Wednesday, September 27, 2017

kiss me deadly

I grew up, in the Sixties, hearing the oft-repeated argument that our technology, in the form of the nuclear bomb, had developed faster than our ability to deal with it. We could build the great whatsit with relative ease, but we lacked the ethical framework or psychological maturity to keep from destroying ourselves with our creation. I’ve not seen a better expression of this thought than the Robert Aldrich movie Kiss Me Deadly. In the film Mike Hammer, a low-life private investigator whose forte is to exploit divorce cases by playing husband and wife against each other, stumbles upon the great whatsit in the form of a mysterious hinged box. When opened—only a crack, please!—the box emits a blinding white light and the sound of a thousand voices wordlessly, furiously roaring. Hammer isn’t smart enough to divine what the great whatsit is, but he knows that everyone wants it, and he also knows, as a matter of instinct, that a piece of something big is something big. So he chases the box across post-war Los Angeles with the same slashing fury that his profession always demands from him, leaving friend and foe bloodied, beaten, and even killed in his wake.
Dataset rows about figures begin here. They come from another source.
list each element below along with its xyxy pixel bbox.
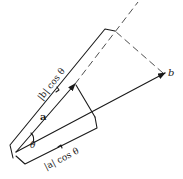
vector-a-label: a [40, 111, 47, 122]
vector-projection-diagram: a b θ |b| cos θ |a| cos θ [0, 0, 183, 179]
theta-label: θ [30, 140, 36, 150]
vector-b-label: b [168, 67, 174, 78]
a-perpendicular-line [76, 85, 95, 117]
a-cos-theta-label: |a| cos θ [42, 146, 81, 173]
b-perpendicular-dashed-line [115, 31, 163, 73]
vector-b-arrow [16, 73, 165, 152]
b-cos-theta-bracket [10, 29, 115, 158]
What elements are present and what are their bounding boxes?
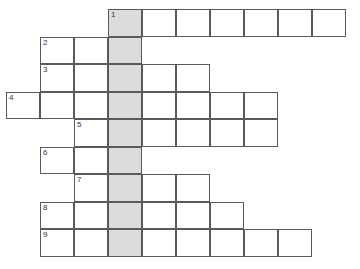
crossword-cell[interactable]	[176, 9, 210, 37]
crossword-cell[interactable]	[74, 229, 108, 257]
cell-number-7: 7	[77, 175, 81, 185]
crossword-cell[interactable]	[210, 229, 244, 257]
crossword-cell[interactable]	[108, 37, 142, 65]
crossword-cell[interactable]	[210, 119, 244, 147]
crossword-cell[interactable]	[210, 92, 244, 120]
crossword-cell[interactable]	[176, 229, 210, 257]
crossword-cell[interactable]	[142, 202, 176, 230]
crossword-cell[interactable]	[244, 9, 278, 37]
crossword-cell[interactable]	[74, 147, 108, 175]
crossword-cell[interactable]	[176, 174, 210, 202]
crossword-cell-start-1[interactable]: 1	[108, 9, 142, 37]
crossword-cell[interactable]	[176, 119, 210, 147]
crossword-cell[interactable]	[108, 119, 142, 147]
crossword-cell[interactable]	[244, 92, 278, 120]
crossword-cell[interactable]	[108, 147, 142, 175]
cell-number-6: 6	[43, 148, 47, 158]
crossword-cell[interactable]	[312, 9, 346, 37]
crossword-cell-start-8[interactable]: 8	[40, 202, 74, 230]
cell-number-5: 5	[77, 120, 81, 130]
crossword-cell[interactable]	[108, 202, 142, 230]
crossword-cell[interactable]	[142, 229, 176, 257]
cell-number-8: 8	[43, 203, 47, 213]
crossword-cell-start-9[interactable]: 9	[40, 229, 74, 257]
crossword-cell-start-3[interactable]: 3	[40, 64, 74, 92]
crossword-cell[interactable]	[74, 64, 108, 92]
crossword-cell[interactable]	[108, 92, 142, 120]
crossword-cell[interactable]	[176, 64, 210, 92]
cell-number-4: 4	[9, 93, 13, 103]
crossword-cell[interactable]	[108, 229, 142, 257]
crossword-grid: 123456789	[0, 0, 360, 269]
crossword-cell-start-4[interactable]: 4	[6, 92, 40, 120]
crossword-cell[interactable]	[176, 92, 210, 120]
crossword-cell[interactable]	[176, 202, 210, 230]
crossword-cell[interactable]	[210, 202, 244, 230]
crossword-cell[interactable]	[142, 119, 176, 147]
cell-number-3: 3	[43, 65, 47, 75]
cell-number-2: 2	[43, 38, 47, 48]
crossword-cell[interactable]	[40, 92, 74, 120]
crossword-cell-start-6[interactable]: 6	[40, 147, 74, 175]
crossword-cell[interactable]	[74, 202, 108, 230]
crossword-cell[interactable]	[244, 229, 278, 257]
crossword-cell[interactable]	[278, 229, 312, 257]
crossword-cell[interactable]	[108, 174, 142, 202]
crossword-cell-start-5[interactable]: 5	[74, 119, 108, 147]
crossword-cell[interactable]	[278, 9, 312, 37]
crossword-cell[interactable]	[210, 9, 244, 37]
crossword-cell-start-7[interactable]: 7	[74, 174, 108, 202]
crossword-cell[interactable]	[142, 9, 176, 37]
crossword-cell[interactable]	[142, 174, 176, 202]
crossword-cell[interactable]	[74, 37, 108, 65]
cell-number-9: 9	[43, 230, 47, 240]
crossword-cell[interactable]	[74, 92, 108, 120]
crossword-cell-start-2[interactable]: 2	[40, 37, 74, 65]
crossword-cell[interactable]	[142, 92, 176, 120]
crossword-cell[interactable]	[142, 64, 176, 92]
crossword-cell[interactable]	[108, 64, 142, 92]
crossword-cell[interactable]	[244, 119, 278, 147]
cell-number-1: 1	[111, 10, 115, 20]
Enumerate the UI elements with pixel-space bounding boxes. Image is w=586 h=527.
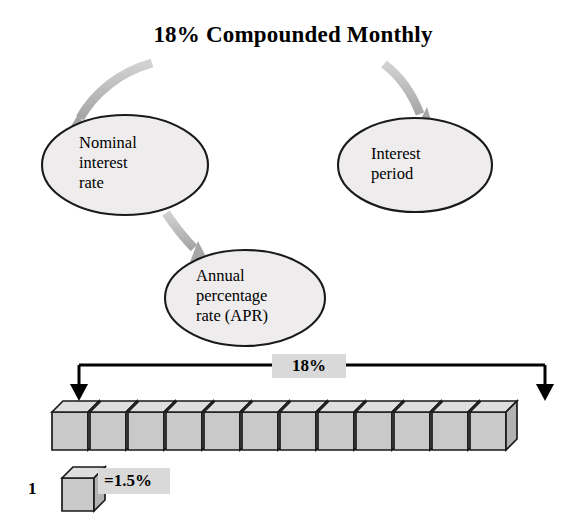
diagram-canvas: 18% Compounded Monthly [0,0,586,527]
compounding-period-boxes [52,401,517,450]
legend-count-label: 1 [28,479,37,499]
diagram-graphics [0,0,586,527]
arrow-nominal-to-apr-icon [166,213,206,262]
legend-value-label: =1.5% [98,468,170,494]
node-label-annual-percentage-rate: Annual percentage rate (APR) [196,266,268,326]
period-box [470,401,517,450]
node-label-interest-period: Interest period [371,144,420,184]
bracket-label-18-percent: 18% [272,354,346,378]
node-label-nominal-interest-rate: Nominal interest rate [79,133,137,193]
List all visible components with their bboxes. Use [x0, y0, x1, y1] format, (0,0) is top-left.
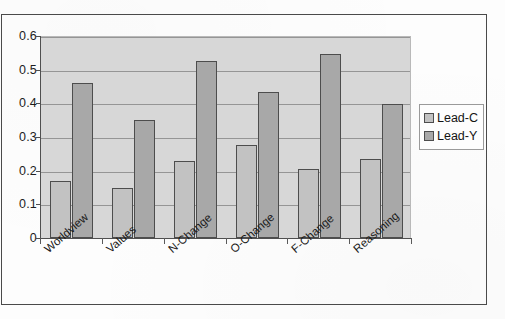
x-axis-tick-mark — [40, 238, 41, 244]
y-axis-tick-mark — [36, 238, 40, 239]
y-axis-tick-label: 0.4 — [3, 97, 37, 110]
x-axis-tick-mark — [287, 238, 288, 244]
x-axis-tick-mark — [349, 238, 350, 244]
y-axis-tick-labels: 00.10.20.30.40.50.6 — [0, 0, 37, 319]
y-axis-tick-label: 0 — [3, 232, 37, 245]
y-axis-tick-label: 0.1 — [3, 198, 37, 211]
x-axis-tick-mark — [411, 238, 412, 244]
bar — [134, 120, 155, 238]
y-axis-tick-mark — [36, 36, 40, 37]
bar-chart: 00.10.20.30.40.50.6 WorldviewValuesN-Cha… — [0, 0, 505, 319]
legend-item: Lead-C — [424, 109, 478, 127]
y-axis-tick-label: 0.6 — [3, 30, 37, 43]
y-axis-tick-mark — [36, 137, 40, 138]
bar — [320, 54, 341, 238]
legend-item: Lead-Y — [424, 127, 478, 145]
y-axis-tick-mark — [36, 70, 40, 71]
legend-label: Lead-Y — [437, 130, 477, 143]
x-axis-tick-mark — [164, 238, 165, 244]
y-axis-tick-mark — [36, 171, 40, 172]
legend-swatch-icon — [424, 131, 434, 141]
y-axis-tick-label: 0.5 — [3, 63, 37, 76]
bars-layer — [41, 36, 411, 238]
x-axis-tick-mark — [226, 238, 227, 244]
chart-legend: Lead-CLead-Y — [419, 104, 484, 150]
y-axis-tick-mark — [36, 103, 40, 104]
x-axis-tick-mark — [102, 238, 103, 244]
scanned-page: 00.10.20.30.40.50.6 WorldviewValuesN-Cha… — [0, 0, 505, 319]
legend-label: Lead-C — [437, 112, 478, 125]
legend-swatch-icon — [424, 113, 434, 123]
y-axis-tick-label: 0.3 — [3, 131, 37, 144]
y-axis-tick-mark — [36, 204, 40, 205]
y-axis-tick-label: 0.2 — [3, 164, 37, 177]
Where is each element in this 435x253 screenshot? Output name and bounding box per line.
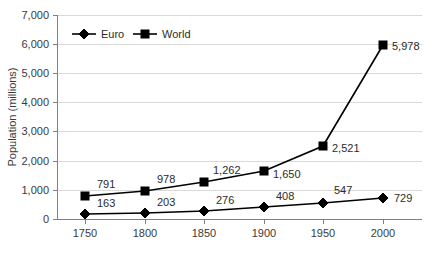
y-label-6000: 6,000 xyxy=(21,38,49,50)
series-euro-marker-1800 xyxy=(140,208,150,218)
chart-legend: Euro World xyxy=(72,28,191,40)
legend-label-world: World xyxy=(162,28,191,40)
series-euro-marker-2000 xyxy=(378,193,388,203)
series-euro-marker-1950 xyxy=(318,198,328,208)
series-world-marker-1900 xyxy=(260,167,268,175)
series-world-marker-1950 xyxy=(319,142,327,150)
legend-item-world[interactable]: World xyxy=(133,28,191,40)
world-data-labels: 791 978 1,262 1,650 2,521 5,978 xyxy=(97,40,420,190)
legend-world-square-icon xyxy=(141,30,149,38)
euro-label-2000: 729 xyxy=(394,192,412,204)
euro-label-1950: 547 xyxy=(334,184,352,196)
x-axis-tick-labels: 1750 1800 1850 1900 1950 2000 xyxy=(73,227,395,239)
y-axis-ticks xyxy=(53,15,57,219)
series-world-marker-1750 xyxy=(81,192,89,200)
population-growth-line-chart: 7,000 6,000 5,000 4,000 3,000 2,000 1,00… xyxy=(0,0,435,253)
euro-label-1850: 276 xyxy=(216,194,234,206)
series-euro-marker-1850 xyxy=(199,206,209,216)
x-label-1800: 1800 xyxy=(133,227,157,239)
x-label-1750: 1750 xyxy=(73,227,97,239)
y-axis-title: Population (millions) xyxy=(6,67,18,166)
series-world-marker-1850 xyxy=(200,178,208,186)
world-label-1800: 978 xyxy=(157,173,175,185)
y-axis-tick-labels: 7,000 6,000 5,000 4,000 3,000 2,000 1,00… xyxy=(21,9,49,225)
y-label-5000: 5,000 xyxy=(21,67,49,79)
series-world-marker-1800 xyxy=(141,187,149,195)
x-label-2000: 2000 xyxy=(371,227,395,239)
y-label-0: 0 xyxy=(43,213,49,225)
euro-label-1900: 408 xyxy=(276,190,294,202)
x-label-1950: 1950 xyxy=(311,227,335,239)
world-label-1950: 2,521 xyxy=(332,142,360,154)
legend-euro-diamond-icon xyxy=(79,29,89,39)
euro-label-1800: 203 xyxy=(157,196,175,208)
euro-label-1750: 163 xyxy=(97,197,115,209)
series-world xyxy=(81,41,387,200)
series-world-marker-2000 xyxy=(379,41,387,49)
world-label-1850: 1,262 xyxy=(213,164,241,176)
chart-canvas: 7,000 6,000 5,000 4,000 3,000 2,000 1,00… xyxy=(0,0,435,253)
x-axis-ticks xyxy=(85,219,383,224)
series-euro-marker-1750 xyxy=(80,209,90,219)
world-label-2000: 5,978 xyxy=(392,40,420,52)
legend-item-euro[interactable]: Euro xyxy=(72,28,124,40)
x-label-1900: 1900 xyxy=(252,227,276,239)
y-label-1000: 1,000 xyxy=(21,184,49,196)
y-label-2000: 2,000 xyxy=(21,155,49,167)
y-label-7000: 7,000 xyxy=(21,9,49,21)
x-label-1850: 1850 xyxy=(192,227,216,239)
world-label-1750: 791 xyxy=(97,178,115,190)
world-label-1900: 1,650 xyxy=(273,168,301,180)
y-label-4000: 4,000 xyxy=(21,96,49,108)
y-label-3000: 3,000 xyxy=(21,125,49,137)
legend-label-euro: Euro xyxy=(101,28,124,40)
series-euro-marker-1900 xyxy=(259,202,269,212)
The FBI is one step behind until a half-friendly agent, having tracked Hammer down, finds a burn mark on his arm. This agent has been shadowing Hammer through most of the film, attempting to warn him off the case with hints and threats—things that a smart investigator ought to understand, but Hammer is all muscle and light on the brains—attempting, at bottom, to save Hammer from himself. Nothing has worked, so it’s time to name names: “Los Alamos, Trinity, the Manhattan Project . . .” In shock, Hammer slowly reaches into his jacket pocket. He hands over the key to the locker where the box has been stored. “I didn’t know,” he mumbles, barely able to eke out the words. “You didn’t know,” replies the agent. “Would you have acted any differently if you had known?”

The rest of the movie is beside the point, for this question is at the heart of its meaning. Would Hammer have acted any differently if he had known that the box held the awesome power of the bomb? Could he have forced himself to act differently? Could he have tamped down his instinctual drives and taken the leap onto a higher ethical plane, all at once, over the course of a day or week, in the face of potentially unimaginable riches, just because of a little new knowledge? One doubts it, though in actuality, we count on it happening every day of our lives. We are now led in this country by a man like Hammer, a man who indulges as an open secret his every instinctual drive and who evinces neither the ability nor desire to subordinate his id to the demands of reason. Yet now he holds the key to the box, the box which is no longer the metaphor in a film. Is it reasonable to believe that such a man can achieve what Hammer finally did achieve, though admittedly too late: to realize that he is over his head and must hand the key to someone else?


But it would not be enough in any case. Another such a one would come along again soon. Perhaps a time will come when men such as this are denied the key in the first place, or when the key no longer finds any box to open. One doubts it, though we count on it happening every day of our lives.